Eric Yuan is the Founder of the exceptional Zoom app. Under Yuan’s commendable leadership, Zoom was one of the highest-performing tech IPOs of 2019. He was given the title of one of the ‘Most Powerful People in Enterprise Tech’ by Business Insider. In 2018, he was also named the ‘#1 CEO of a Large US Company’ by Glassdoor and ‘EY Entrepreneur of the Year’ in Northern California in the Software Category.
Amid the coronavirus pandemic, we all found ourselves stranded at home and forced to work remotely. In our quest to find good apps for video conferences, Zoom emerged as a beacon of hope for all of us. A lifesaver indeed!
So how did this brand emerge?
Mr Yuan, a Chinese born software engineer started Zoom in 2011. He got the idea of starting Zoom during his college years in China. He had to travel a long distance to meet his then-girlfriend and now wife, according to Forbes. “ I was only able to see her twice a year and it took more than 10 hours to get there by train. I was young then—18 or 19 years old—and I thought it would be fantastic if in the future there was a device where I could just click a button and see her and talk to her.
Yuan then decided to come to the U.S. in the mid-’90s because of the Internet, which he knew would be a big hit. However, his Visa application kept getting rejected but Yuan continued trying with due diligence for two years till he was finally successful on his 9th attempt.
He arrived in Silicon Valley in 1997 and joined WebEx. In 2007 WebEx was acquired by Cisco and Yuan was promoted to the ranks of Corporate VP of engineering. He often met with the customers and learnt they weren’t very happy with the current collaboration solutions, including WebEx.
Yuan revealed in an interview, “I firmly believed I could develop a platform that would make customers happy, so in June of 2011, I decided it was time to make the video communications solution I imagined during my college train trips a reality. More than 40 fellow engineers followed me in my new venture.

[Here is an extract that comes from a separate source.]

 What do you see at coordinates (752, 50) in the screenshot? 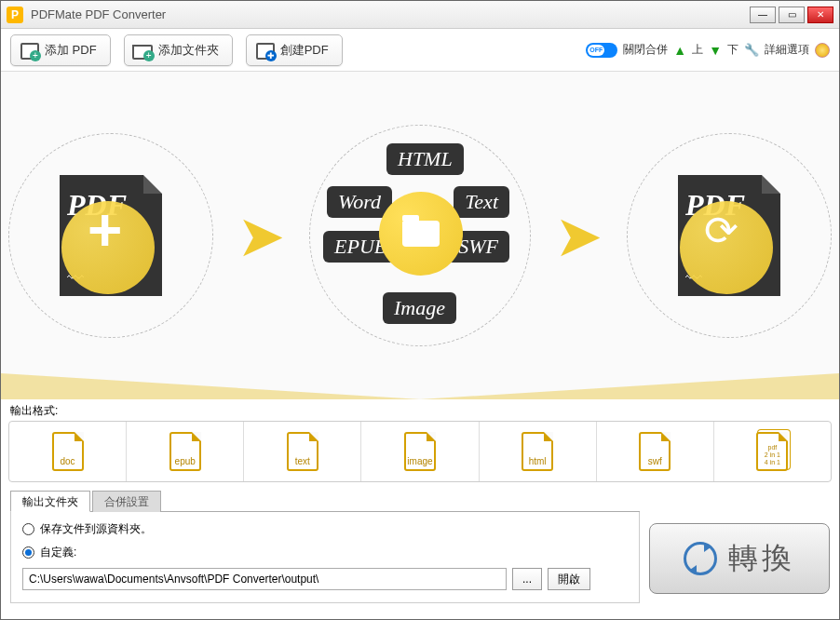
I see `wrench-icon: 🔧` at bounding box center [752, 50].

We launched the Zoom platform in 2012. Now, a little more than five years later, we’ve hosted over 20 billion annualized meeting minutes (up from 6.9B last year) and our customer base includes 1/3 of the Fortune 500 and 90 per cent of the top 200 U.S. universities”
At the time, he faced doubts from many investors, who did not see the need for another option in a market already dominated by big players such as Microsoft and Cisco. Yuan left a 6 figure well-paying job to follow his passion but the risk definitely paid off despite all the struggles he had to endure. His motto, Hard work and stay humble kept him motivated through it all.
“During the early stages of Zoom, I personally emailed every customer who cancelled our service,” Yuan said in an interview with Thrive Global in 2017. “One customer replied to my note and accused me of sending auto-generated emails “impersonating” the CEO — he said Zoom was a dishonest company! I wrote back that the email was indeed from me, and that it wasn’t generated by one of our marketing tools. He still didn’t believe me, so I wrote back again and offered to meet him on a Zoom call right that minute to prove it was me writing the emails. That call never did take place, but he stopped accusing Zoom of being dishonest!”
However, through it all Zoom emerged victoriously. It had one of the most successful IPO’s in the World that increased the company’s worth to more than both Lyft and Pinterest, according to The Financial Times.
The pandemic gave Zoom a golden ticket, forcing millions of people to work remotely and turn to video conferencing apps in 2020. During the first three months of the pandemic, Zoom’s sales nearly doubled in volume. Yuan has now amassed a fortune of over $17 billion, according to the Bloomberg Billionaires Index. He now officially ranks on the Forbes 400, making him one of the richest people in the US.
Yuan feels there’s still plenty of room for the company to grow. His vision for Zoom is to reach over a billion individual users one day.
“There are over 1 billion [office] workers worldwide,” he tells CNBC Make It. “Our goal is to connect all those 1 billion knowledge workers with the Zoom platform. So, given where we are now … I would think we literally just started.”